My main goal is to consider different methodologies as a return to Soil through performance and affect. Inspired by Ana Mendieta’s Siluetas, I would like to explore Soil as a sacred source of life where I can also bury past Eurocentrisms. Therefore, I want to reconnect with Taíno/Boricua and Lenape spiritual practices to devise a way of “cleansing” Eurocentric epistemologies from the body represented here through my silhouette over Soil, which includes documenting my own relation to a contested Caribbean indigeneity (following Sherina Feliciano-Santos’s recent work), to reinscribe the materiality of Land and Sea (following Tiffany King’s The Black Shoals) as a site for Black, Indigenous, and/or Queer resistance and decoloniality.
Geology is a mechanism of power and statecraft that has a lower resolution or a more subterranean subjective operation than more performative biopolitics, but it nonetheless continues to be repressive in its extractive qualities and sediments the settler-colonial state. This extractive praxis sets up an instrumental relation to land, ecology, and people.
Kathryn Yusoff, A Billion Black Anthropocenes or None
The land is the finest for cultivation that I ever in my life set food upon, and it also abounds in trees of every description.
Henry Hudson (1609)
1.
I would like to speak of Soil knowing Soil is present. That I write over Soil to whom I do not belong—I belong to Soil in Borikén, Northeast Caribbean, flanked by the deepest trench in the Atlantic to the North, and by the vexed stage of empire and liberation to the South. The patch of vibrant green light I belong to has been revered and cherished by generations of colonial survivors—the poor farmers in the mountains, the isolated Black populations across the island, the descendants of Taínos who kept their kinship to Soil alive despite genocide and demographic erasure. From colonial Spanish to colonial American sugar, tobacco, and coffee economies, Soil in Puerto Rico has sustained excessive monoculture and has served as an experimental playground, as a source for racialized bodies and complex ecosystems, as a pawn to yet another colonial game.

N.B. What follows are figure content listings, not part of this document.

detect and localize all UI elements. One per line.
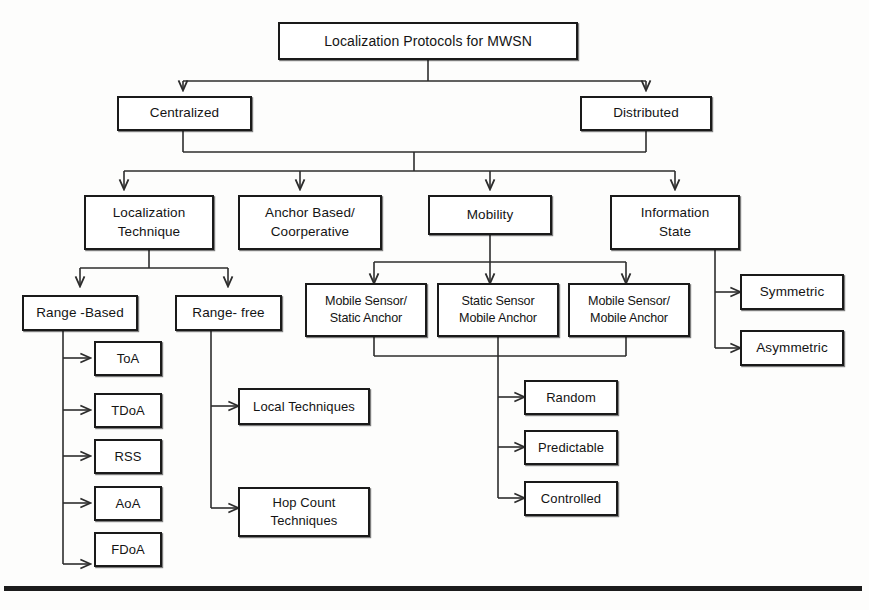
node-rss-label: RSS: [114, 448, 141, 466]
diagram-canvas: Localization Protocols for MWSN Centrali…: [0, 0, 869, 610]
node-range-based[interactable]: Range -Based: [22, 295, 138, 331]
node-centralized-label: Centralized: [150, 104, 219, 122]
node-tdoa[interactable]: TDoA: [94, 393, 162, 428]
node-information-state[interactable]: Information State: [610, 195, 740, 250]
node-fdoa-label: FDoA: [111, 541, 145, 559]
node-information-state-label: Information State: [641, 204, 710, 240]
node-predictable[interactable]: Predictable: [524, 430, 618, 465]
node-range-free[interactable]: Range- free: [175, 295, 282, 331]
node-random-label: Random: [546, 389, 596, 407]
wire-root-to-level2: [183, 60, 646, 90]
node-anchor-based-label: Anchor Based/ Coorperative: [265, 204, 355, 240]
node-rss[interactable]: RSS: [94, 439, 162, 474]
node-range-based-label: Range -Based: [36, 304, 124, 322]
node-range-free-label: Range- free: [192, 304, 264, 322]
node-mobility-label: Mobility: [467, 206, 514, 224]
node-distributed-label: Distributed: [613, 104, 679, 122]
node-distributed[interactable]: Distributed: [580, 96, 712, 131]
node-root[interactable]: Localization Protocols for MWSN: [278, 22, 578, 60]
node-predictable-label: Predictable: [538, 439, 604, 457]
node-localization-technique-label: Localization Technique: [113, 204, 186, 240]
wire-range-free-children: [211, 331, 238, 508]
node-root-label: Localization Protocols for MWSN: [324, 32, 532, 51]
node-asymmetric-label: Asymmetric: [756, 339, 828, 357]
node-centralized[interactable]: Centralized: [117, 96, 252, 131]
node-symmetric[interactable]: Symmetric: [740, 274, 844, 310]
node-static-sensor-mobile-anchor-label: Static Sensor Mobile Anchor: [459, 293, 537, 327]
node-mobile-sensor-mobile-anchor[interactable]: Mobile Sensor/ Mobile Anchor: [568, 283, 690, 337]
node-symmetric-label: Symmetric: [760, 283, 825, 301]
bottom-divider-rule: [4, 586, 862, 591]
node-static-sensor-mobile-anchor[interactable]: Static Sensor Mobile Anchor: [437, 283, 559, 337]
node-toa-label: ToA: [117, 350, 140, 368]
node-aoa[interactable]: AoA: [94, 486, 162, 521]
node-local-techniques[interactable]: Local Techniques: [238, 388, 370, 425]
node-hop-count-techniques-label: Hop Count Techniques: [271, 494, 338, 529]
wire-sensor-anchor-merge: [374, 337, 626, 498]
node-controlled-label: Controlled: [541, 490, 601, 508]
wire-localization-technique-split: [80, 250, 228, 286]
node-aoa-label: AoA: [116, 495, 141, 513]
wire-level3-fanout: [124, 171, 675, 189]
node-localization-technique[interactable]: Localization Technique: [84, 195, 214, 250]
node-mobility[interactable]: Mobility: [428, 195, 552, 235]
node-mobile-sensor-static-anchor[interactable]: Mobile Sensor/ Static Anchor: [305, 283, 427, 337]
wire-level2-merge: [183, 131, 646, 171]
node-anchor-based[interactable]: Anchor Based/ Coorperative: [238, 195, 382, 250]
node-tdoa-label: TDoA: [111, 402, 145, 420]
node-toa[interactable]: ToA: [94, 341, 162, 376]
wire-information-state-children: [715, 250, 740, 348]
node-hop-count-techniques[interactable]: Hop Count Techniques: [238, 487, 370, 537]
node-mobile-sensor-mobile-anchor-label: Mobile Sensor/ Mobile Anchor: [588, 293, 670, 327]
node-controlled[interactable]: Controlled: [524, 481, 618, 516]
node-local-techniques-label: Local Techniques: [253, 398, 355, 416]
wire-mobility-fanout: [374, 235, 626, 283]
node-mobile-sensor-static-anchor-label: Mobile Sensor/ Static Anchor: [325, 293, 407, 327]
node-random[interactable]: Random: [524, 380, 618, 415]
wire-range-based-children: [63, 331, 90, 564]
node-asymmetric[interactable]: Asymmetric: [740, 330, 844, 366]
node-fdoa[interactable]: FDoA: [94, 532, 162, 567]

Soil in Puerto Rico is an experimental topography—where Agent Orange and other herbicides were tested out for for military purposes, on Soil in El Yunque (otherwise designated as Luquillo Experimental Forest), whom Taínos held to be the most spiritual and important. And now, Soil in Puerto Rico once again trembles under the specter of massive re-zoning—something so familiar, so solid and material, to Soil in NYC. I would like to address Soil and say that I am listening, that we are listening, that we still have time. We will make time.
This past September, with most islanders under strict quarantine measures, the Puerto Rico Planning Board [Junta de Planificación, JP] published the Joint Regulation for the Evaluation and Expedition of Permits Related to Development, Land Use, and Business Operations (2020) [Reglamento Conjunto para la Evaluación y Expedición de Permisos Relacionados al Desarrollo, Uso de Terrenos y Operación de Negocios 2020, RC20), a near 1000-page brick in twelve volumes that would update the previous RC from 2010 and that re-defines land use on the island for private and public interests. JP offered Boricuas only thirty days to read the tome and comment the document before public hearings (virtual and in-person) described across the board as overhasty and disorganized.

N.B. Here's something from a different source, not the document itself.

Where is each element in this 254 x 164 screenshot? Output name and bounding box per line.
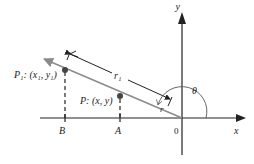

Multiple sectors—agronomists, architects, environmentalists, developers, mayors, contractors, among others—resoundingly rejected the plan that would mean a complete re-zoning overhaul. Ciudadanos del Karso president Abel Vale warned that RC20 would re-define land use classifications throughout the island—without supplying scientific justification nor analyses.

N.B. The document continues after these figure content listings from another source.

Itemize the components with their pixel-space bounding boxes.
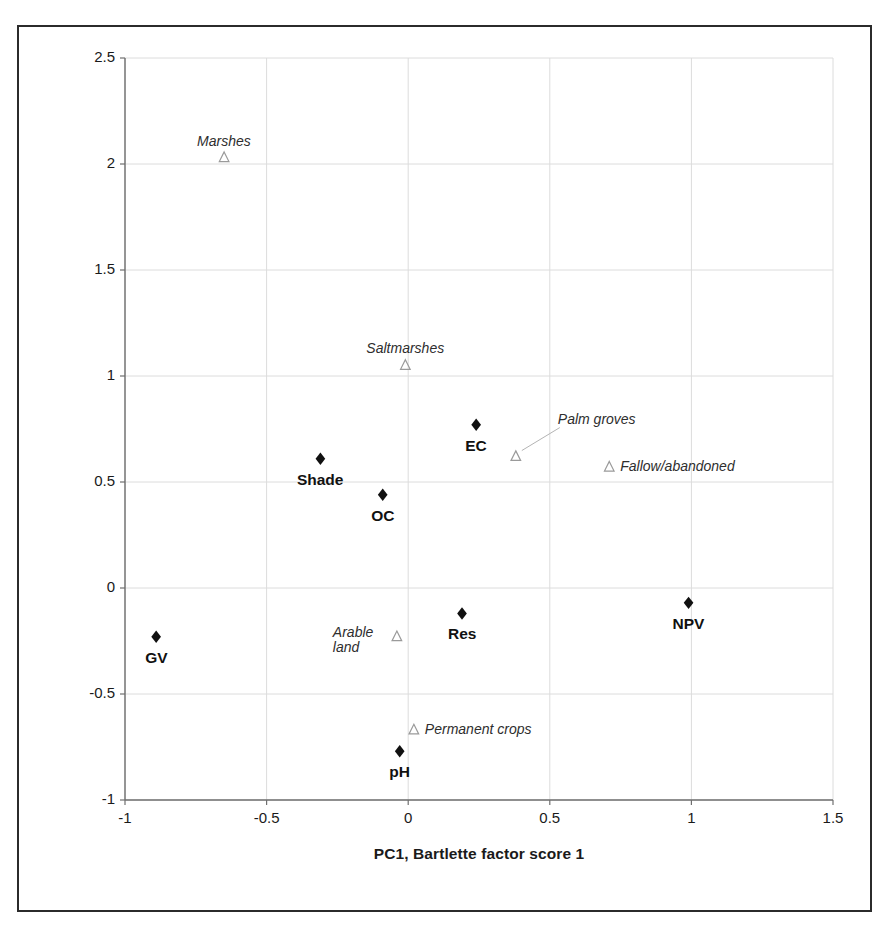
point-label-variable: GV: [145, 649, 167, 667]
point-label-variable: NPV: [673, 615, 705, 633]
marker-diamond: [395, 745, 405, 757]
y-tick-label: 1: [47, 366, 115, 383]
x-tick-label: 1: [651, 809, 731, 826]
point-label-variable: pH: [389, 763, 410, 781]
figure-root: PC2, Bartlette factor score 2 PC1, Bartl…: [0, 0, 881, 928]
point-label-cover: Arable land: [333, 625, 387, 655]
y-tick-label: 0.5: [47, 472, 115, 489]
y-tick-label: 0: [47, 578, 115, 595]
leader-lines: [522, 428, 560, 451]
marker-diamond: [684, 597, 694, 609]
marker-triangle: [401, 360, 411, 370]
y-tick-label: 2.5: [47, 48, 115, 65]
point-label-variable: OC: [371, 507, 394, 525]
label-leader-line: [522, 428, 560, 451]
marker-triangle: [219, 152, 229, 162]
y-tick-label: -0.5: [47, 684, 115, 701]
x-tick-label: -1: [85, 809, 165, 826]
plot-canvas: [125, 58, 833, 800]
marker-diamond: [316, 452, 326, 464]
plot-area: GVShadeOCECResNPVpHMarshesSaltmarshesPal…: [125, 58, 833, 800]
point-label-cover: Marshes: [197, 134, 251, 149]
marker-diamond: [378, 489, 388, 501]
point-label-cover: Permanent crops: [425, 722, 532, 737]
gridlines: [125, 58, 833, 800]
point-label-variable: EC: [465, 437, 487, 455]
y-tick-label: 2: [47, 154, 115, 171]
data-markers: [151, 152, 693, 758]
point-label-cover: Saltmarshes: [366, 341, 444, 356]
x-tick-label: 1.5: [793, 809, 873, 826]
x-tick-label: 0: [368, 809, 448, 826]
x-tick-label: 0.5: [510, 809, 590, 826]
marker-triangle: [604, 461, 614, 471]
axis-lines: [120, 58, 833, 805]
marker-diamond: [457, 607, 467, 619]
y-tick-label: -1: [47, 790, 115, 807]
point-label-variable: Res: [448, 625, 476, 643]
point-label-variable: Shade: [297, 471, 344, 489]
point-label-cover: Palm groves: [558, 412, 636, 427]
x-tick-label: -0.5: [227, 809, 307, 826]
marker-diamond: [151, 631, 161, 643]
point-label-cover: Fallow/abandoned: [620, 459, 734, 474]
marker-diamond: [471, 419, 481, 431]
marker-triangle: [392, 631, 402, 641]
x-axis-title: PC1, Bartlette factor score 1: [125, 845, 833, 863]
marker-triangle: [409, 724, 419, 734]
y-tick-label: 1.5: [47, 260, 115, 277]
marker-triangle: [511, 451, 521, 461]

Abel added that the new regulations could open the floodgates for ecologically harmful development schemes: tourism and residencies could be developed in forests and on beaches and public grounds, including thousands of hotel rooms in the Northeastern Ecological Corridor and a hotel on Isla Verde’s public beaches—directly across from Luis Muñoz Marín International Airport. Thousands of arable acres of land could be re-zoned for private (and nepotic) interests.
JP president María Gordillo stated that RC20’s main objectives centered on creating an “integrated and uniform” permit system that streamlined the long-known glacial pace of acquiring legal permissions for economic, agricultural, or commercial uses of land and buildings. Economist and urban planner Luis García Pelatti retorts that this “single permit” process is unrealistic and incognizant of the permit-approval process, conflating construction, use, operation, health, and fire safety permits in one clumsy swoop.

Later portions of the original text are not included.